▸ **Exercise goal**: Exact transcription, pictures omitted: reproduce the listing below.

▸ **Supplied material**:
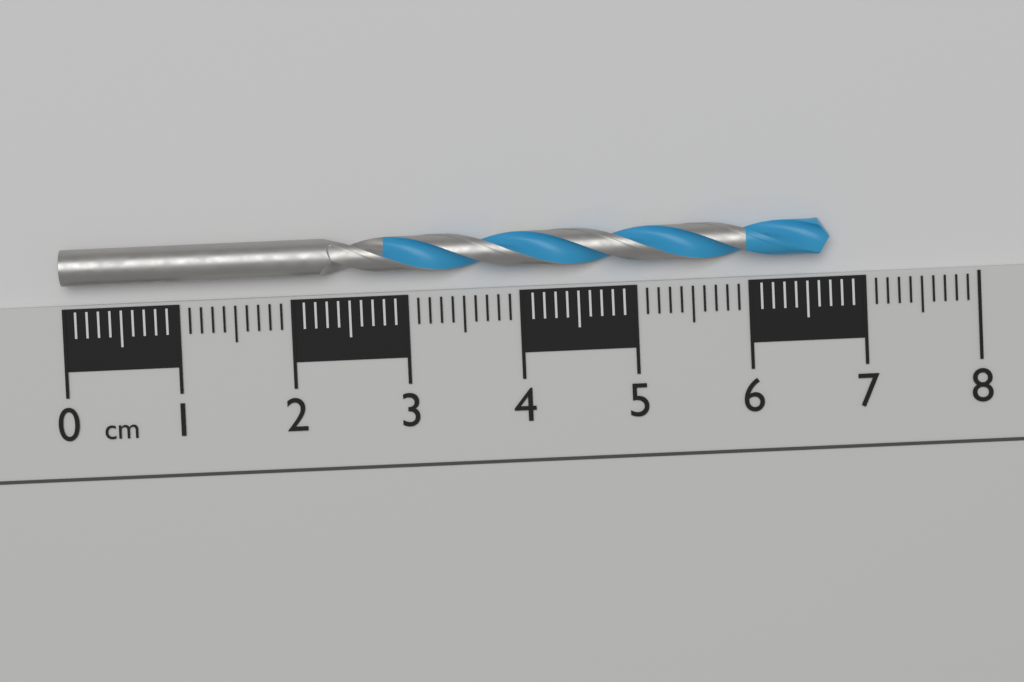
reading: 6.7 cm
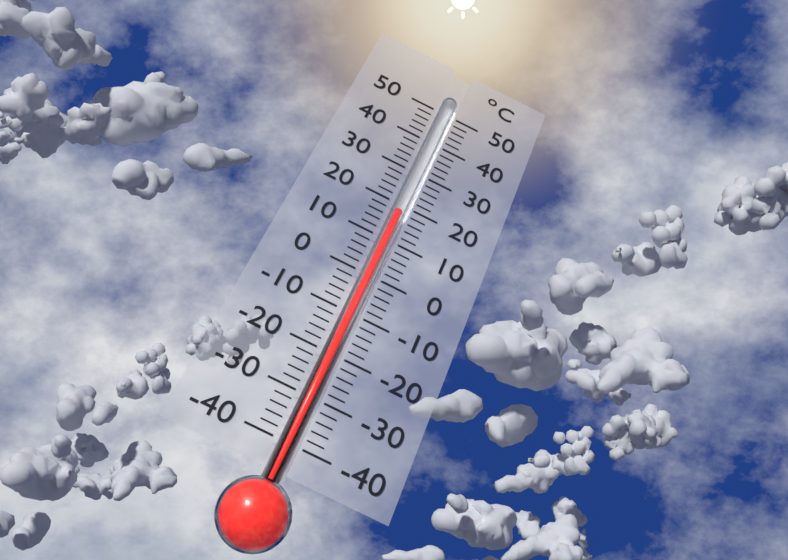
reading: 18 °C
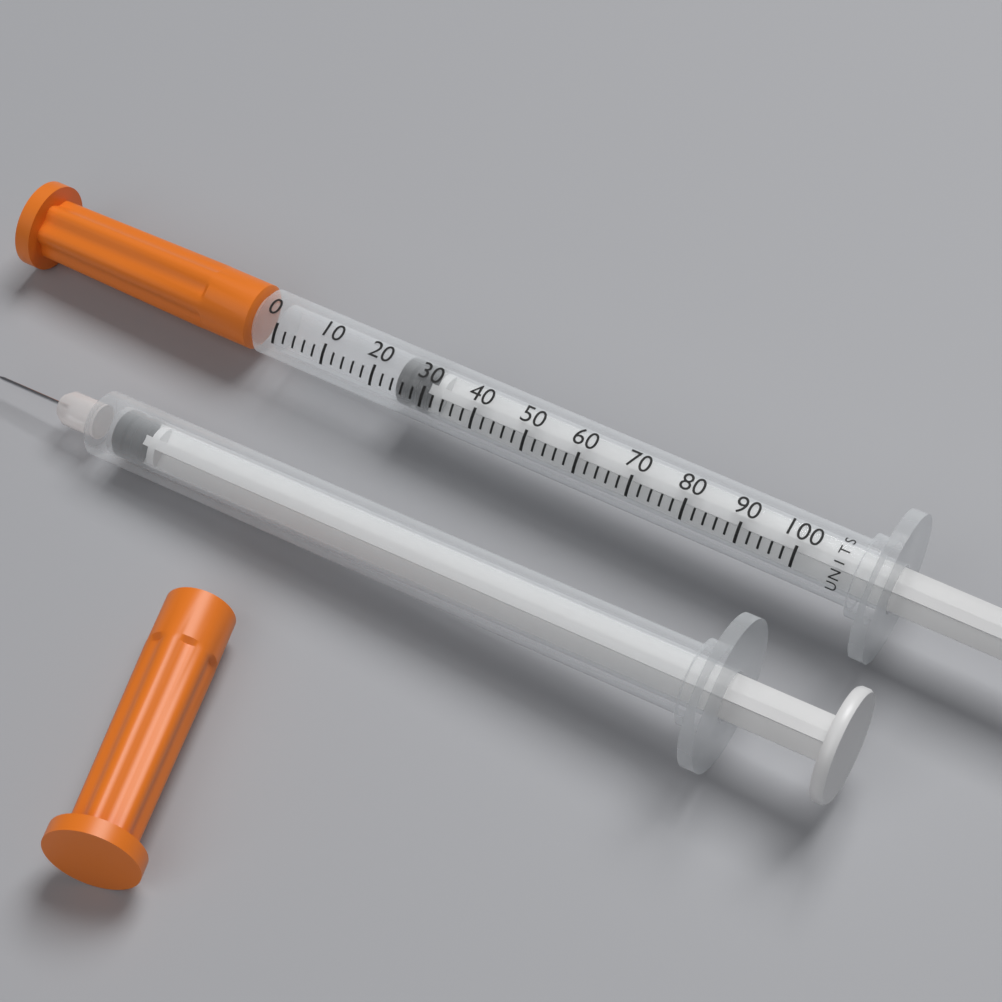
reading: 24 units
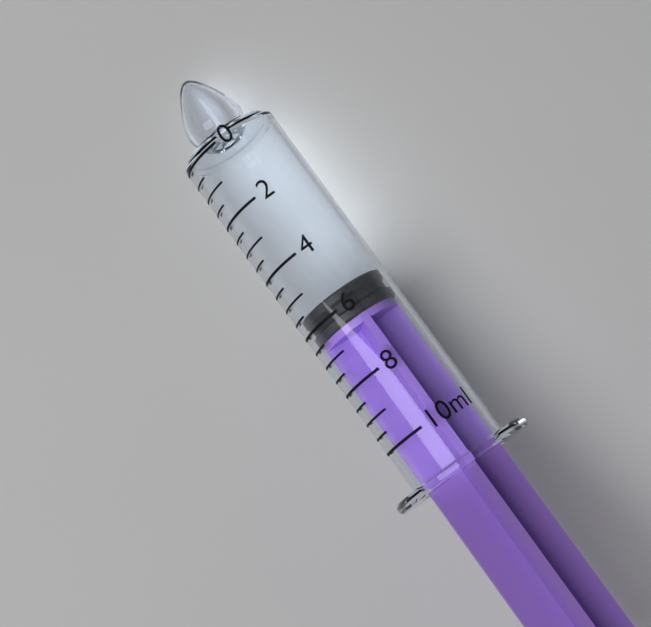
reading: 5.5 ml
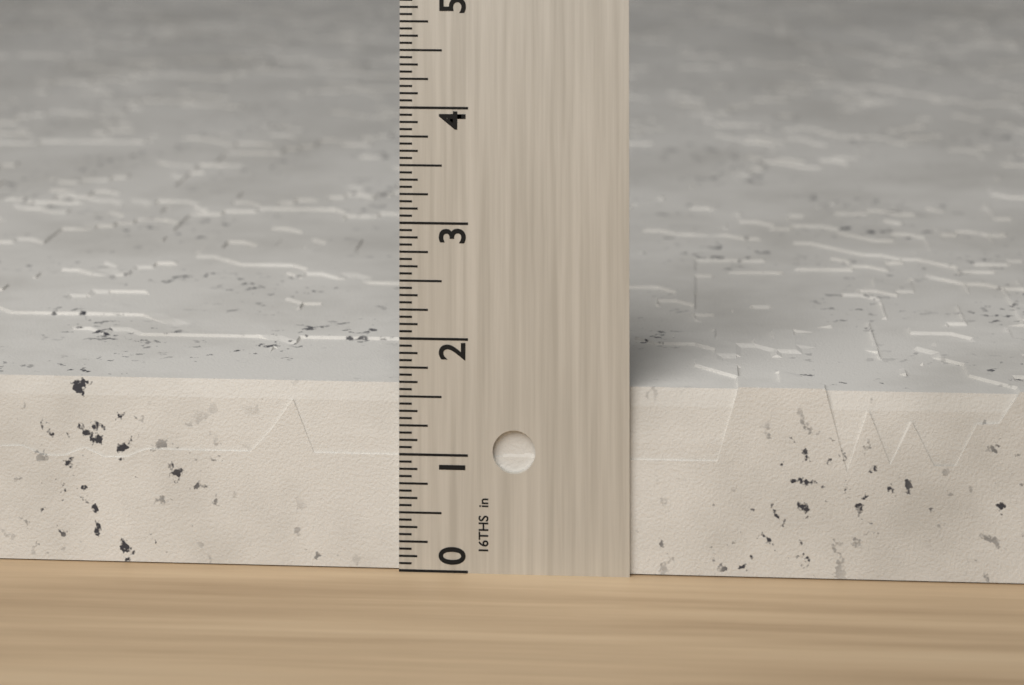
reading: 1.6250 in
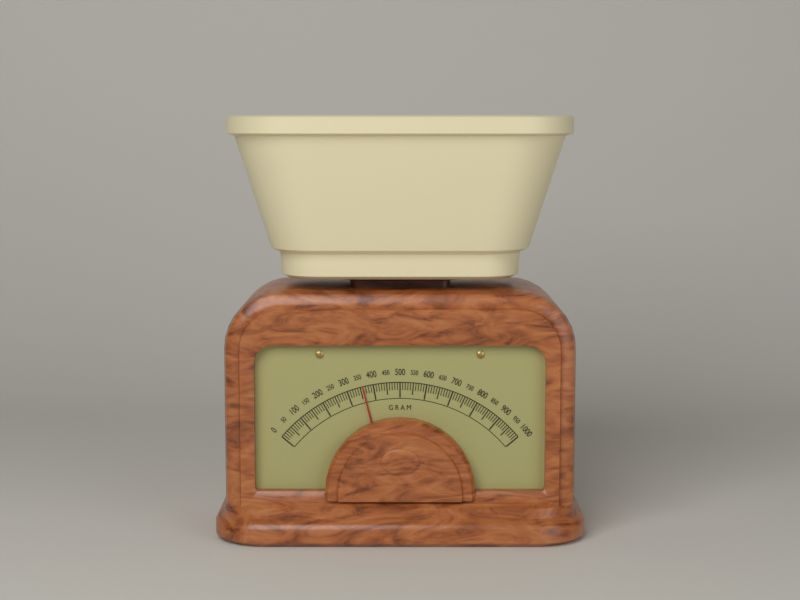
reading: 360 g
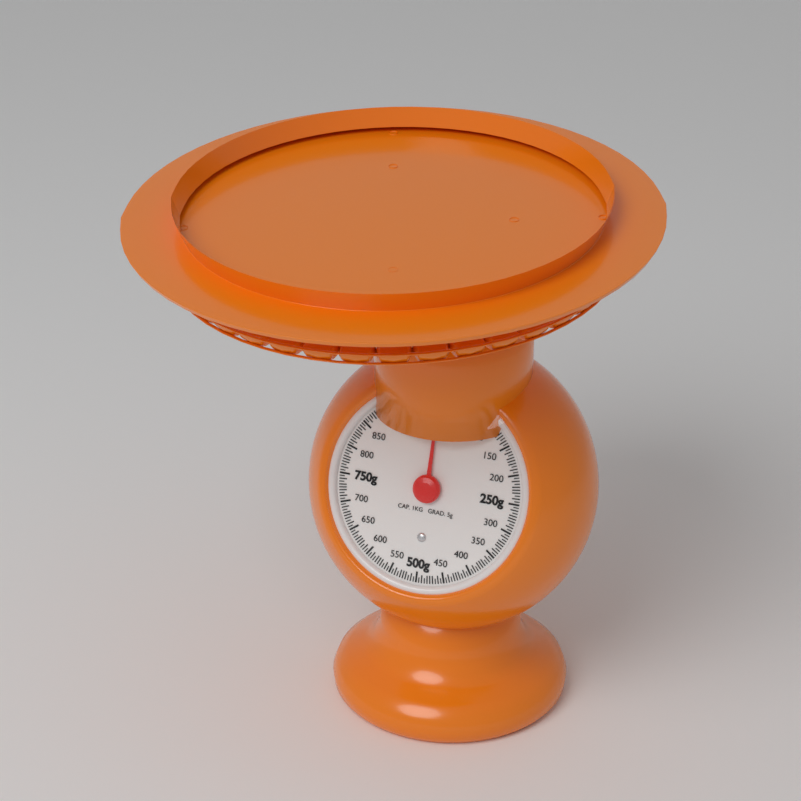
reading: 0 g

▸ **Task solution**:
reading: 6.7 cm
reading: 18 °C
reading: 24 units
reading: 5.5 ml
reading: 1.6250 in
reading: 360 g
reading: 0 g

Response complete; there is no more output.